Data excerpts
◆ ◆ ◆

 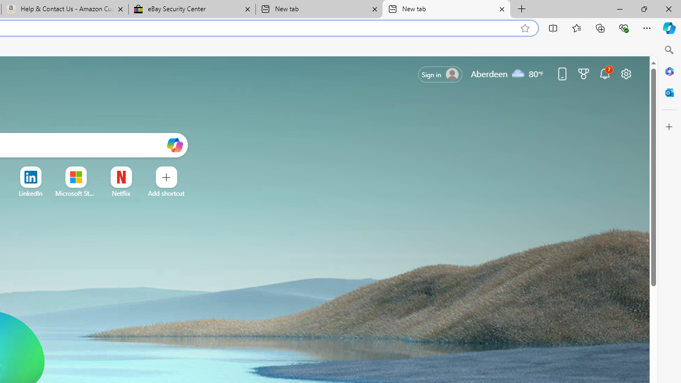 I want to click on Add a site, so click(x=166, y=193).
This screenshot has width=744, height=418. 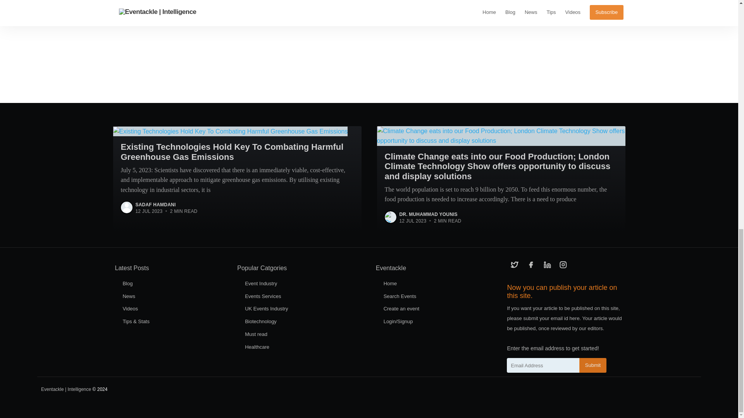 I want to click on Blog, so click(x=127, y=284).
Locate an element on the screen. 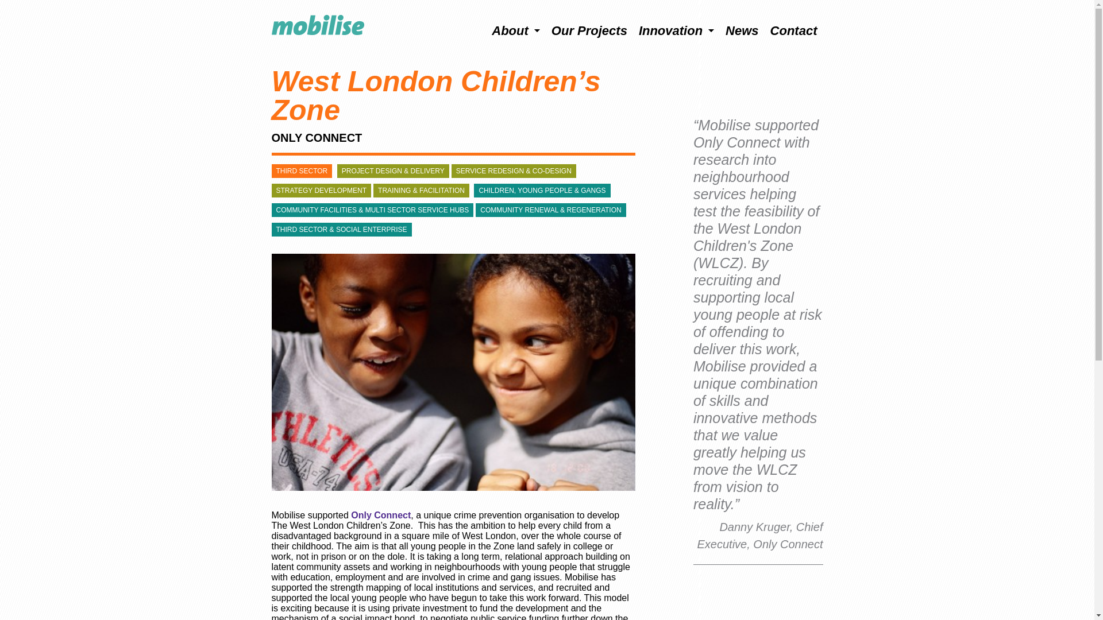 The width and height of the screenshot is (1103, 620). Only Connect is located at coordinates (380, 515).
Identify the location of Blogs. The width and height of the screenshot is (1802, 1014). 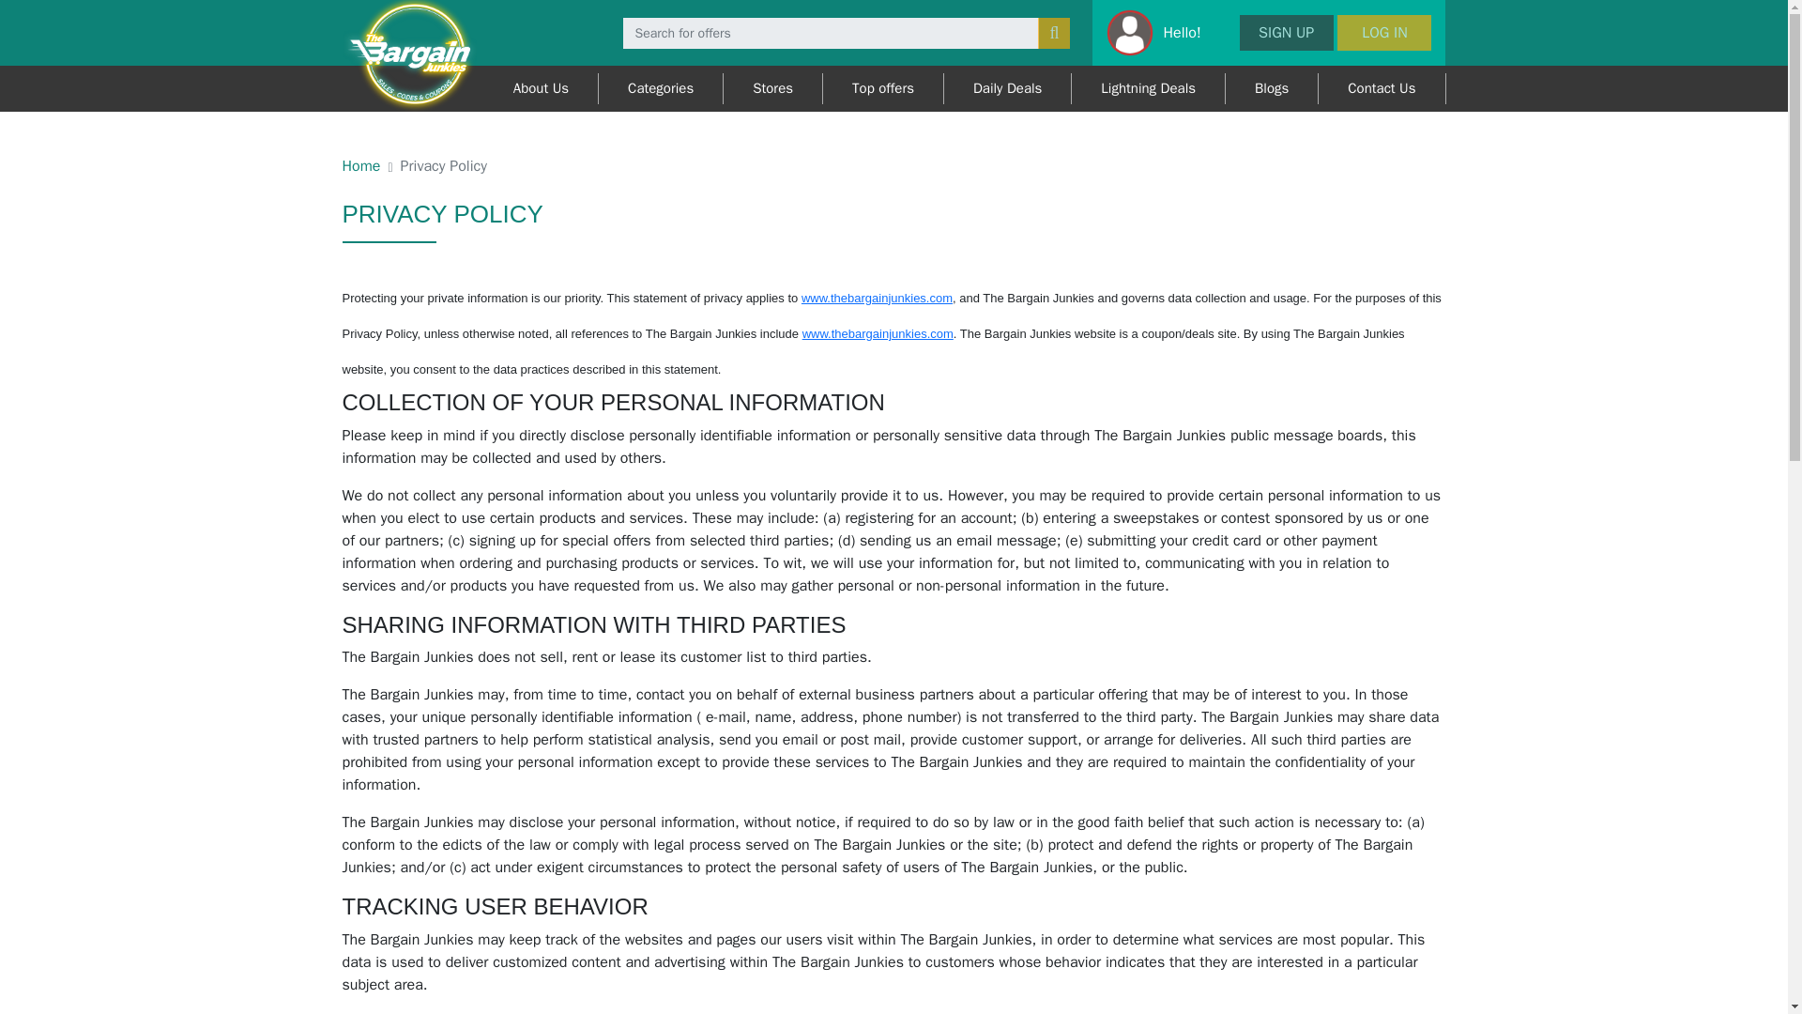
(1272, 88).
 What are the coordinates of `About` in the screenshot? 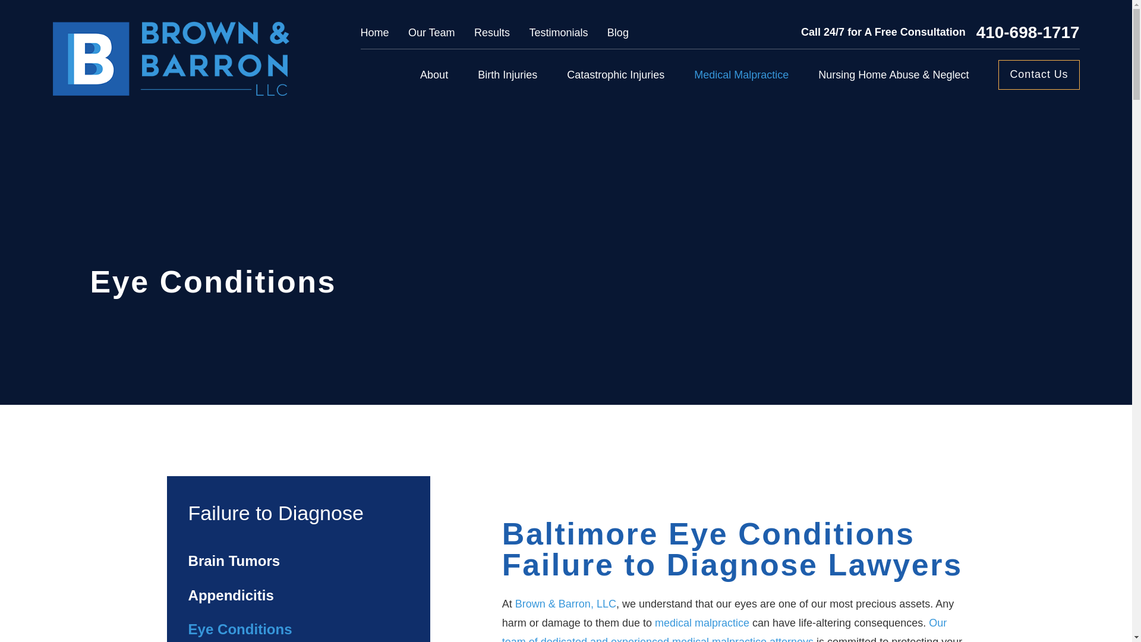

◆ ◆ ◆

* _To do_
Copy exactly, with no pictures, the lines from the line containing "Identify the location" through the last line of the records above.

* _Response_
Identify the location of Blogs. The width and height of the screenshot is (1802, 1014). 
(1272, 88).
 What are the coordinates of `About` in the screenshot? 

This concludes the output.